By Jim Denison
Are we seeing the beginning of World War III? Turkey recently approved 26 amendments to its national constitution. Voters passed measures to guarantee gender equality and protect children, the disabled and the elderly. Nearly 36 million people, 77% of the population, cast ballots. How could this be a bad thing?
Not so fast, opposition leaders are saying. They claim that other measures approved in the reform package will give Fuhrer-like powers to the current prime minister, Recep Tayyip Erdogan. Erdogan leads the Justice and Development Party, which advocates a much stronger Islamic character for the nation.
Last May, Erdogan’s negotiations with Iran led to a nuclear-fuel-swap agreement. The Turkish leader claimed that his efforts rendered further United Nations sanctions against Iran unnecessary. That same month, a flotilla launched from Turkey was intercepted by Israeli forces; the ensuing bloodshed was described by Erdogan as “inhuman state terror.” As a result of its recent actions, many believe Turkey to be a rising leader in the Islamic world.
The opposition in Turkey’s recent election represents the secularist tradition begun in 1923 by the founder of modern Turkey, Mustafa Kemal Ataturk. They claim that the government’s recent actions are part of a pattern designed to transform Turkey into an Islamic theocracy.
I have traveled often in Turkey over the years, and have been amazed by the contrast between the country and other Muslim nations. Women in Turkey are not required to wear Islamic clothing; men often wear Western suits. The government functions as a parliamentary democracy where clerics have no political office (unlike Iran, for instance, where Shiite Supreme Leader Ali Khamenei is the de facto leader of the nation). Many observers fear that the Western and democratic character of the nation is in jeopardy.
Why does this issue matter to America? George Friedman’s fascinating and controversial book, The Next 100 Years, predicts that Turkey will one day become the most powerful nation in the Islamic world. Turkey already possesses the second-largest military in NATO, after America; its economy is the largest in the Muslim world.
Friedman predicts that Turkey’s leaders will one day seek to remove Western influence from their region, aligning their nation with other powers in the next world war against America. None of this may come to pass, of course, but the recent elections are nonetheless food for thought.
Here’s what we know for certain will happen someday: “[T]he Son of Man will appear in the sky, and all the nations of the earth will mourn. They will see the Son of Man coming on the clouds of the sky, with power and great glory” (Matt. 24:30). Before his return, “nation will rise against nation, and kingdom against kingdom” (v. 7). Are these those days? Are current and coming conflicts in the Middle East the beginning of the end of history?
I have no idea. God put me on the preparation committee, not the planning committee. What I do know is that most Americans are not ready for Jesus’ return. Secularism and materialistic consumerism dominate our culture. We divide our lives into sacred versus secular, Sunday versus Monday, religion vs. the “real world.”
By contrast, Jesus taught us to “seek first the kingdom of God and his righteousness” (Matt. 6:33) and to pray that “your kingdom come, your will be done on earth as it is in heaven” (Matt. 6:10). If Jesus is your King, you’re reading these words on his computer. You’re breathing his air and wearing his clothes. He’s your King on Monday, not just Sunday. The only way to be prepared for your King to return (Rev. 19:11-16) is to serve him today.
Years ago I found a statement that impressed me so much that I taped it inside my preaching Bible: “There is one thing that must never be forgotten. It is as if a king had sent you into a foreign country with a task to perform. You go and perform many other tasks. But if you fail to perform the task for which you were sent, it will be as if you had done nothing at all.” What task have you been sent by your King to fulfill?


-- TASK GOAL --
The records below need to be copied in full. Match them exactly.

-- INPUT MATERIAL --
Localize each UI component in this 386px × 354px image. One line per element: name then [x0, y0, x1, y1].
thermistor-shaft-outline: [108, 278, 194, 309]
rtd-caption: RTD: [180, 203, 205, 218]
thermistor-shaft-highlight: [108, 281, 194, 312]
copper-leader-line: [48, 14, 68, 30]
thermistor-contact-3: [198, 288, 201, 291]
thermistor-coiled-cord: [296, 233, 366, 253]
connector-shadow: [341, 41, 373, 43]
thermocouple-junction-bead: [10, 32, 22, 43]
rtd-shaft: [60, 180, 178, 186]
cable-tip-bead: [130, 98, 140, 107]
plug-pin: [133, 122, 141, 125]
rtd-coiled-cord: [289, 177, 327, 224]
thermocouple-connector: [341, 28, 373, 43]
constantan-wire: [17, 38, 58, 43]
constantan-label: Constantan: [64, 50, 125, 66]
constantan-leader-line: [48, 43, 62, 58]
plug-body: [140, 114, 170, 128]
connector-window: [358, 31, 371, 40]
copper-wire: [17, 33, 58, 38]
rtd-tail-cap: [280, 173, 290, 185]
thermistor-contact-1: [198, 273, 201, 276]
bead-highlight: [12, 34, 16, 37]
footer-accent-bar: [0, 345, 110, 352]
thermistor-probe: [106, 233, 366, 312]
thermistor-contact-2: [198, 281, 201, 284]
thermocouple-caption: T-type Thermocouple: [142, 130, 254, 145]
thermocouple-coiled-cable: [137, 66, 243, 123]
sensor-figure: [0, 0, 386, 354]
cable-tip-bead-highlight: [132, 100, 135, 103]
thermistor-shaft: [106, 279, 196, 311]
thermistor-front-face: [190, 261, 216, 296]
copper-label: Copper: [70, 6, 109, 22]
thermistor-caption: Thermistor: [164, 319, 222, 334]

-- SOLUTION TO THE EXERCISE --
Localize each UI component in this 386px × 354px image. One line per element: name then [x0, y0, x1, y1].
thermistor-shaft-outline: [108, 278, 194, 309]
rtd-caption: RTD: [180, 203, 205, 218]
thermistor-shaft-highlight: [108, 281, 194, 312]
copper-leader-line: [48, 14, 68, 30]
thermistor-contact-3: [198, 288, 201, 291]
thermistor-coiled-cord: [296, 233, 366, 253]
connector-shadow: [341, 41, 373, 43]
thermocouple-junction-bead: [10, 32, 22, 43]
rtd-shaft: [60, 180, 178, 186]
cable-tip-bead: [130, 98, 140, 107]
plug-pin: [133, 122, 141, 125]
rtd-coiled-cord: [289, 177, 327, 224]
thermocouple-connector: [341, 28, 373, 43]
constantan-wire: [17, 38, 58, 43]
constantan-label: Constantan: [64, 50, 125, 66]
constantan-leader-line: [48, 43, 62, 58]
plug-body: [140, 114, 170, 128]
connector-window: [358, 31, 371, 40]
copper-wire: [17, 33, 58, 38]
rtd-tail-cap: [280, 173, 290, 185]
thermistor-contact-1: [198, 273, 201, 276]
bead-highlight: [12, 34, 16, 37]
footer-accent-bar: [0, 345, 110, 352]
thermistor-probe: [106, 233, 366, 312]
thermistor-contact-2: [198, 281, 201, 284]
thermocouple-caption: T-type Thermocouple: [142, 130, 254, 145]
thermocouple-coiled-cable: [137, 66, 243, 123]
sensor-figure: [0, 0, 386, 354]
cable-tip-bead-highlight: [132, 100, 135, 103]
thermistor-shaft: [106, 279, 196, 311]
thermistor-front-face: [190, 261, 216, 296]
copper-label: Copper: [70, 6, 109, 22]
thermistor-caption: Thermistor: [164, 319, 222, 334]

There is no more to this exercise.